Kiplagat says while farmers have joined into groups to raise the required quantities, it is difficult to ensure all farmers collect their produce carefully to meet the quality standard of WFP. “Many farmers are used to drying their produce on the soil, rocks or sides of the tamarc road. We find that farmers who are not sure they can meet the condition of at least collecting their produce on tapelines for proper storage before it is transported to the warehouse, opt out of the farmers groups,” Kiplagat says.
Farmers are also required to collect their food produce and take it to the group’s temporally store, which is difficult for most farmers with no means or money in villages where poor roads compound the transport problem. Moreover, a farmer must own or hire a maize shelling machine to be able to remove the maize produce from the cobs before transporting the produce to the store.
Long Distances to wares houses where WFP buys from
Simuntu Farmers Group managed to procure a truck which collects maize from the group members, keeps it at their store in Mbulamuti, before taking it in bulk to the Agro Ways Warehouse in Jinja which is licensed by UCE to clean, process and keep farmers’ produce as farmers await to sell to the best buyer. The warehouse is 40 kilometers from Kamuli. According to Rwego, there are only four operational warehouses (in Jinja, Masindi, Mbarara and Kasese), although he says another 10 will be opened up in 2010.
For now, even Kiplagat’s group and other farmers in Kapchorwa are expected to bring their produce more than 100 kilometers to the Agro Ways warehouse in Jinja. Since it is the only warehouse in eastern Uganda and farmers harvest at the same time, farmers are forced to wait for hours or days to get their food produce dried and bagged, before they are given a warehouse receipt. Such a situation is discouraging for farmers who are used to having their food produce bought from their homes.

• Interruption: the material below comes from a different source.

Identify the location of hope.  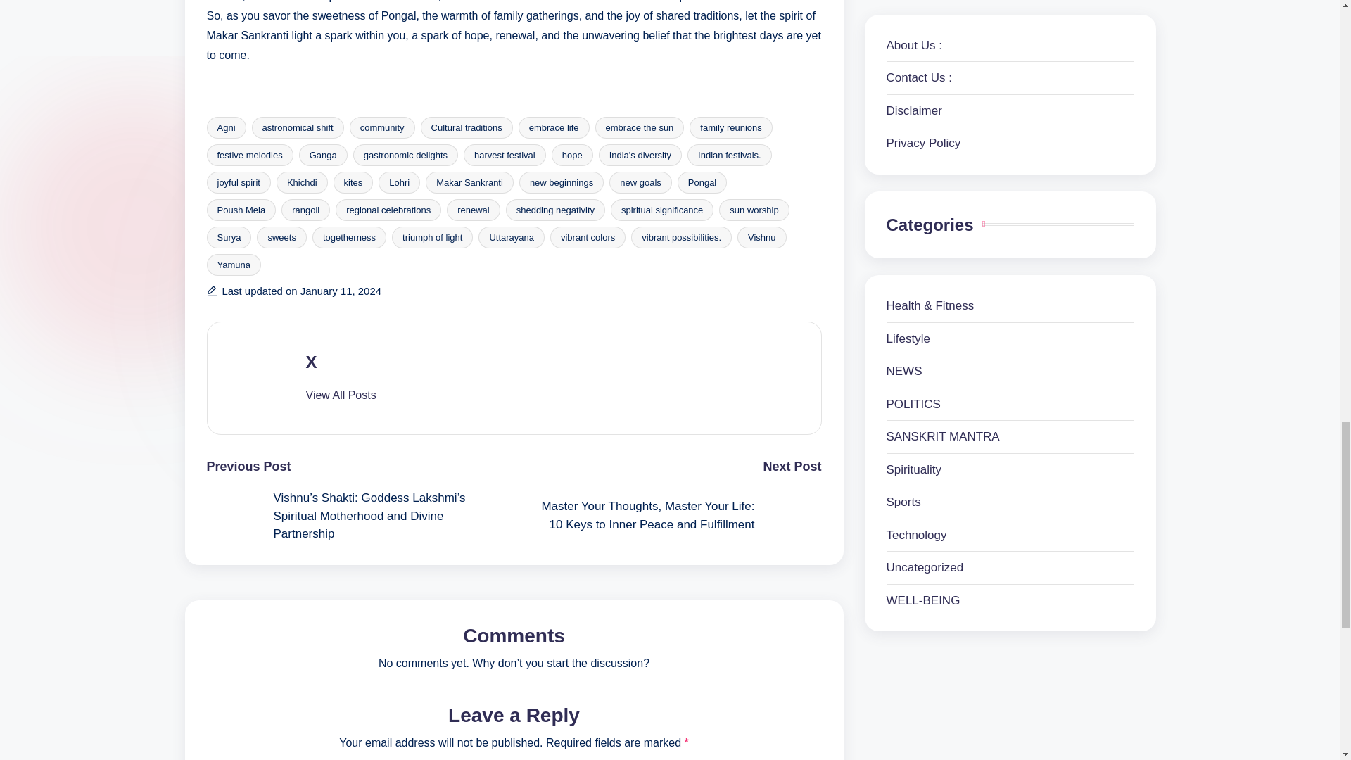
(571, 155).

But more than the waiting is the issue of costs to dry and store the produce. Kakuba says each farmer has to pay 40 shillings per kilogram for drying at the warehouse. It is this payment that many farmers interviewed see as a key challenge in benefiting from Purchase for Progress project. “The fee at the warehouse has to be paid immediately, but many farmers look to only their farm produce for money. To be told to spend more money on your produce before you sell is a challenge to many farmers,” Kakuba says.
After all this process, some farmers say they find that WFP is offering them a price lower than the current market price. “Last season for example (early 2009), traders from Sudan were offering 900 shillings per kilo yet WFP was buying at 740 shillings. Moreover, the traders from Sudan were buying the maize as it is and you don’t need to fulfill all those conditionalities of quality by WFP,” says Rogers Nsubuga of Unity Cereal farmers based in Masaka.

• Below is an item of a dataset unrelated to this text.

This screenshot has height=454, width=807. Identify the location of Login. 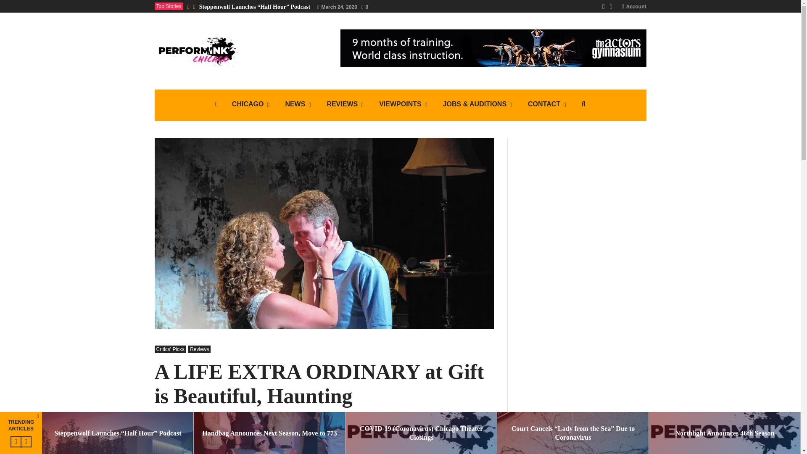
(400, 254).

“When you look at the inputs that are required to produce what WFP needs, as compared to the price WFP is giving, sometimes you find a discrepancy that constrains the farmers,” says another farmer Charles Bamwite of Kamuli. Some farmers interviewed said they lack the money to buy improved seeds, fertilizers and the land that would enable them generate substantial food produce.
Nsubuga says that many farmers don’t have big parcels of land required to produce the big amounts that WFP wants farmers to supply. “In our place, small farmers do not own land. They operate on small parcels on land owned by landlords, and since land is limited, it is expensive to buy land from landlords,” Nsubuga says.
Certain contracts, timely pay important to farmers
Also, the fact that WFP does not buy any produce until it is in the warehouse, and no farmer is sure of being selected makes many farmers desist from supplying to WFP. Many of the farmers interviewed expressed need for WFP to give them forward contracts- so that they are sure the food they are growing will be bought by WFP. Right now, WFP gives tenders to farmers who have their food in the warehouse, but these farmers have to bid among themselves (groups) to offer the lowest price for the best quality.
“We pray that WFP can give us contracts on planting so we are more sure as we invest in farming. WFP can pay when they take our produce, but we as farmers want to grow when we are sure,” Kakuba says.
Lydia Wamala, WFP Spokesperson in Uganda says “in the coming few months” WFP will introduce forward contracting for small holder farmer groups as a means to guarantee them a market.
“Farmers will be able to enter into a contract with WFP before, during planting or at post-harvest time. We hope that this approach will encourage farmers to grow more food and also access agricultural credit from financial institutions, with whom we are in discussion with in this regard. Financial institutions in Uganda are getting more interested now than never before, to extend agricultural credit to farmers, on condition that there is a guaranteed market for the product. WFP being one of the largest buyers of grain in this country, provides this confidence,” Wamala says.